Social-democratic and revisionist forces - which in many cases are linked to the imperialist rivals of the Yankees, or which have a policy of supporting them as the ‘lesser evil’ - try to divert the struggles of the masses toward the peaceful road of the ‘conquest of spaces of power’ and to struggle from ‘within the system.’ These forces deny the upsurge of struggles of the masses, considering them impotent until there is a ‘rear base’ of support. They theorize about a long period of ebb in the popular battles; a period in which, according to them, there is no possibility other than using them as pawns in the inter-imperialist dispute.
The oppression of imperialism and of the old and new oligarchies subjected to it, the brutal sufferings of the worker and peasant masses due to the economic crisis, the disastrous consequences of the neo-liberal plans of conservative or social-democratic governments and the growing role of the anti-imperialist and revolutionary forces which have unmasked reformist opportunism, are stimulating the development and deepening of the upsurge of struggle of the masses that South America is experiencing.

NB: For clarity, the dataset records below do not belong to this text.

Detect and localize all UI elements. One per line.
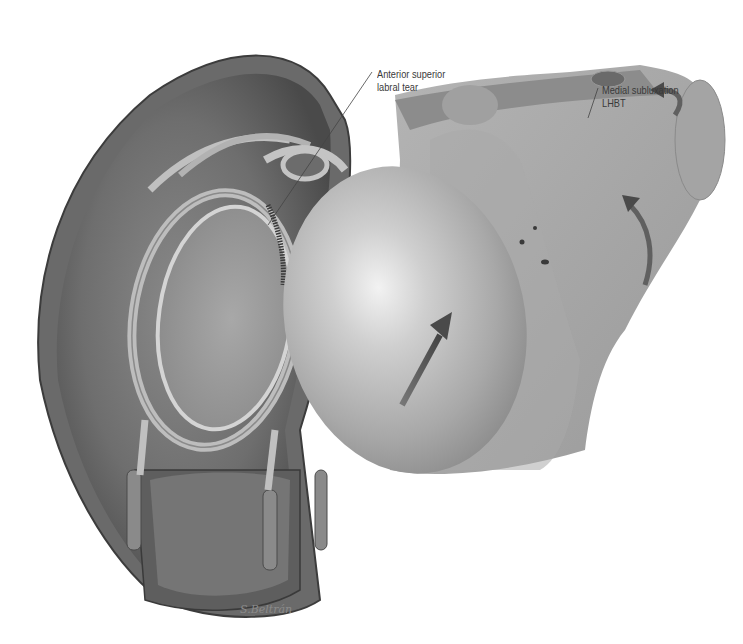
- label-subluxation-line1: Medial subluxation: [602, 84, 679, 97]
- label-subluxation: Medial subluxation LHBT: [602, 84, 679, 110]
- label-labral-tear: Anterior superior labral tear: [377, 68, 445, 94]
- label-labral-tear-line2: labral tear: [377, 81, 445, 94]
- artist-signature: S.Beltrán: [240, 603, 292, 616]
- label-subluxation-line2: LHBT: [602, 97, 679, 110]
- label-labral-tear-line1: Anterior superior: [377, 68, 445, 81]
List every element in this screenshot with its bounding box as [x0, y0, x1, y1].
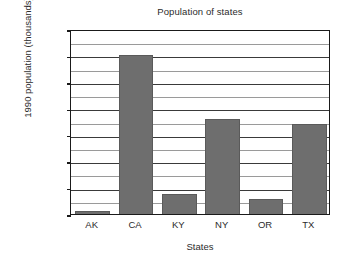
- bar-ca: [119, 55, 154, 214]
- bar-ak: [75, 211, 110, 214]
- bar-tx: [292, 124, 327, 214]
- gridline-minor: [71, 97, 329, 98]
- plot-area: 05000100001500020000250003000035000: [70, 30, 330, 215]
- gridline-major: [71, 137, 329, 138]
- bar-or: [249, 199, 284, 214]
- y-axis-title: 1990 population (thousands): [22, 0, 33, 153]
- gridline-minor: [71, 176, 329, 177]
- bar-ky: [162, 194, 197, 214]
- plot-inner: [71, 31, 329, 214]
- y-axis-tick-mark: [67, 57, 71, 58]
- bar-ny: [205, 119, 240, 214]
- y-axis-tick-mark: [67, 162, 71, 163]
- gridline-minor: [71, 44, 329, 45]
- y-axis-tick-mark: [67, 110, 71, 111]
- x-axis-tick-label-or: OR: [258, 219, 272, 230]
- gridline-major: [71, 110, 329, 111]
- gridline-major: [71, 57, 329, 58]
- x-axis-tick-label-ak: AK: [85, 219, 98, 230]
- gridline-major: [71, 84, 329, 85]
- chart-title: Population of states: [70, 6, 330, 17]
- gridline-major: [71, 190, 329, 191]
- x-axis-tick-label-ky: KY: [172, 219, 185, 230]
- x-axis-tick-label-ca: CA: [128, 219, 141, 230]
- gridline-minor: [71, 124, 329, 125]
- x-axis-tick-label-tx: TX: [302, 219, 314, 230]
- gridline-minor: [71, 150, 329, 151]
- y-axis-tick-mark: [67, 189, 71, 190]
- bar-chart-figure: Population of states 1990 population (th…: [0, 0, 352, 261]
- x-axis-tick-label-ny: NY: [215, 219, 228, 230]
- y-axis-tick-mark: [67, 30, 71, 31]
- y-axis-tick-mark: [67, 215, 71, 216]
- gridline-minor: [71, 203, 329, 204]
- y-axis-tick-mark: [67, 136, 71, 137]
- x-axis-title: States: [70, 241, 330, 252]
- gridline-minor: [71, 71, 329, 72]
- gridline-major: [71, 163, 329, 164]
- y-axis-tick-mark: [67, 83, 71, 84]
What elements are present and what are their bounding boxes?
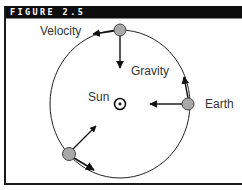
planet-bottom-left <box>63 126 97 170</box>
sun-label: Sun <box>88 90 109 104</box>
velocity-label: Velocity <box>40 24 81 38</box>
planet-top-icon <box>114 24 126 36</box>
orbit-diagram <box>0 0 242 190</box>
earth-label: Earth <box>205 97 234 111</box>
planet-earth-icon <box>182 98 194 110</box>
sun-icon <box>115 99 126 110</box>
gravity-arrow-bottom-left <box>73 126 96 149</box>
gravity-label: Gravity <box>131 64 169 78</box>
planet-bottom-left-icon <box>63 148 76 161</box>
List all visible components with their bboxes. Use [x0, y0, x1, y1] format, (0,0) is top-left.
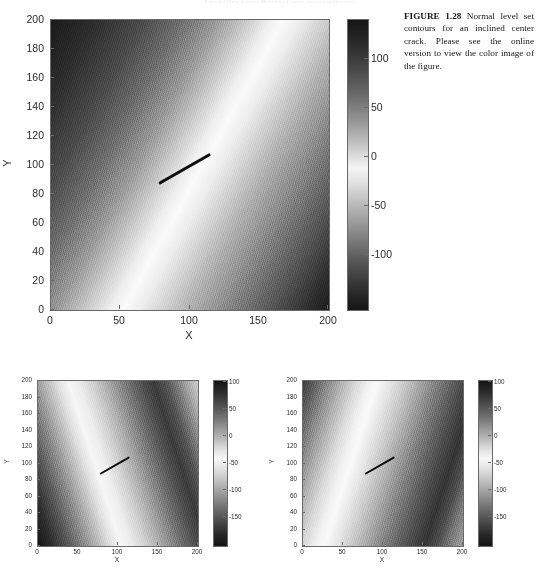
main-ytickmark	[50, 251, 54, 252]
bl-ytickmark	[37, 496, 40, 497]
bl-ytick-140: 140	[8, 426, 32, 433]
br-ytickmark	[302, 479, 305, 480]
bl-ytick-20: 20	[8, 525, 32, 532]
br-xtick-200: 200	[453, 548, 471, 555]
br-cbar-tickmark	[488, 462, 491, 463]
bl-x-axis-title: X	[108, 556, 126, 563]
br-ytickmark	[302, 545, 305, 546]
bl-ytickmark	[37, 413, 40, 414]
main-ytick-200: 200	[8, 13, 44, 25]
main-cbar-tick-0: 0	[371, 150, 405, 162]
br-cbar-tick--50: -50	[494, 459, 516, 466]
main-cbar-tickmark	[364, 58, 368, 59]
br-ytick-140: 140	[273, 426, 297, 433]
bl-cbar-tick--150: -150	[229, 513, 251, 520]
figure-caption-label: FIGURE 1.28	[404, 11, 461, 21]
br-ytick-60: 60	[273, 492, 297, 499]
br-ytickmark	[302, 430, 305, 431]
main-ytickmark	[50, 280, 54, 281]
bl-ytick-100: 100	[8, 459, 32, 466]
bl-ytick-120: 120	[8, 442, 32, 449]
bl-y-axis-title: Y	[3, 452, 10, 472]
bottom-left-plot-area	[37, 380, 199, 547]
bl-ytickmark	[37, 463, 40, 464]
bl-cbar-tickmark	[223, 516, 226, 517]
br-cbar-tick--100: -100	[494, 486, 516, 493]
br-xtickmark	[382, 542, 383, 545]
bottom-right-colorbar	[478, 380, 493, 547]
br-cbar-tickmark	[488, 381, 491, 382]
br-ytickmark	[302, 446, 305, 447]
bottom-left-plot-panel: 200 180 160 140 120 100 80 60 40 20 0 0 …	[0, 375, 265, 576]
bl-xtick-100: 100	[108, 548, 126, 555]
main-xtick-0: 0	[36, 314, 64, 326]
br-ytick-100: 100	[273, 459, 297, 466]
main-ytick-120: 120	[8, 129, 44, 141]
main-xtickmark	[50, 305, 51, 309]
br-xtick-100: 100	[373, 548, 391, 555]
bl-ytickmark	[37, 529, 40, 530]
bl-ytickmark	[37, 397, 40, 398]
bl-ytickmark	[37, 479, 40, 480]
bl-xtick-150: 150	[148, 548, 166, 555]
bl-xtick-200: 200	[188, 548, 206, 555]
bl-ytick-180: 180	[8, 393, 32, 400]
main-cbar-tickmark	[364, 107, 368, 108]
br-cbar-tick-50: 50	[494, 405, 516, 412]
main-ytick-40: 40	[8, 245, 44, 257]
main-xtick-150: 150	[244, 314, 272, 326]
bl-cbar-tickmark	[223, 489, 226, 490]
br-x-axis-title: X	[373, 556, 391, 563]
bottom-right-plot-area	[302, 380, 464, 547]
main-ytickmark	[50, 135, 54, 136]
bl-cbar-tick-50: 50	[229, 405, 251, 412]
main-ytick-60: 60	[8, 216, 44, 228]
main-cbar-tick-100: 100	[371, 52, 405, 64]
br-y-axis-title: Y	[268, 452, 275, 472]
main-cbar-tickmark	[364, 205, 368, 206]
main-xtick-200: 200	[314, 314, 342, 326]
main-ytickmark	[50, 77, 54, 78]
main-y-axis-title: Y	[1, 148, 13, 178]
bl-cbar-tick--50: -50	[229, 459, 251, 466]
main-ytickmark	[50, 193, 54, 194]
bl-xtickmark	[117, 542, 118, 545]
br-cbar-tickmark	[488, 489, 491, 490]
main-ytickmark	[50, 106, 54, 107]
br-cbar-tick-0: 0	[494, 432, 516, 439]
br-ytick-120: 120	[273, 442, 297, 449]
main-colorbar	[347, 19, 369, 311]
main-xtickmark	[327, 305, 328, 309]
main-cbar-tick--100: -100	[371, 248, 405, 260]
br-xtick-50: 50	[333, 548, 351, 555]
main-x-axis-title: X	[175, 329, 203, 341]
main-colorbar-gradient	[348, 20, 368, 310]
main-ytick-20: 20	[8, 274, 44, 286]
bl-xtick-0: 0	[28, 548, 46, 555]
main-ytickmark	[50, 222, 54, 223]
bl-ytick-40: 40	[8, 508, 32, 515]
br-ytickmark	[302, 380, 305, 381]
br-ytick-40: 40	[273, 508, 297, 515]
bottom-left-colorbar	[213, 380, 228, 547]
br-ytickmark	[302, 496, 305, 497]
figure-caption: FIGURE 1.28 Normal level set contours fo…	[404, 10, 534, 72]
br-xtick-0: 0	[293, 548, 311, 555]
br-cbar-tickmark	[488, 408, 491, 409]
bl-cbar-tick-100: 100	[229, 378, 251, 385]
bl-ytickmark	[37, 446, 40, 447]
figure-page: Extended Finite Element Method for Fract…	[0, 0, 538, 576]
br-colorbar-gradient	[479, 381, 492, 546]
bl-ytick-80: 80	[8, 475, 32, 482]
br-ytick-180: 180	[273, 393, 297, 400]
main-cbar-tick--50: -50	[371, 199, 405, 211]
bl-cbar-tick--100: -100	[229, 486, 251, 493]
main-cbar-tickmark	[364, 156, 368, 157]
bl-cbar-tick-0: 0	[229, 432, 251, 439]
main-ytickmark	[50, 19, 54, 20]
bottom-right-plot-panel: 200 180 160 140 120 100 80 60 40 20 0 0 …	[265, 375, 538, 576]
main-ytickmark	[50, 48, 54, 49]
br-cbar-tick--150: -150	[494, 513, 516, 520]
main-cbar-tick-50: 50	[371, 101, 405, 113]
br-ytickmark	[302, 397, 305, 398]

The anti-imperialist and revolutionary forces in our countries have grown in the heat of the popular battles and fighting to lead them. In some cases, Marxist-Leninist forces of the proletarian vanguard have earned recognition. Their strengthening – which requires a permanent struggle against revisionism and its new variants such as the third way and their integration with the particularities of the revolutionary process of our countries – learning the lessons of those large battles and incorporating into their ranks the best fighters of the people, is a task that is on the order of the day. Their role is decisive in order for the upsurge of struggles under way to lead to revolutionary alternatives, to the triumph of the revolution of liberation, to the triumph of socialism.
From En Marcha, Central Organ of the Marxist-Leninist Communist Party of Ecuador January 19-25, 2001.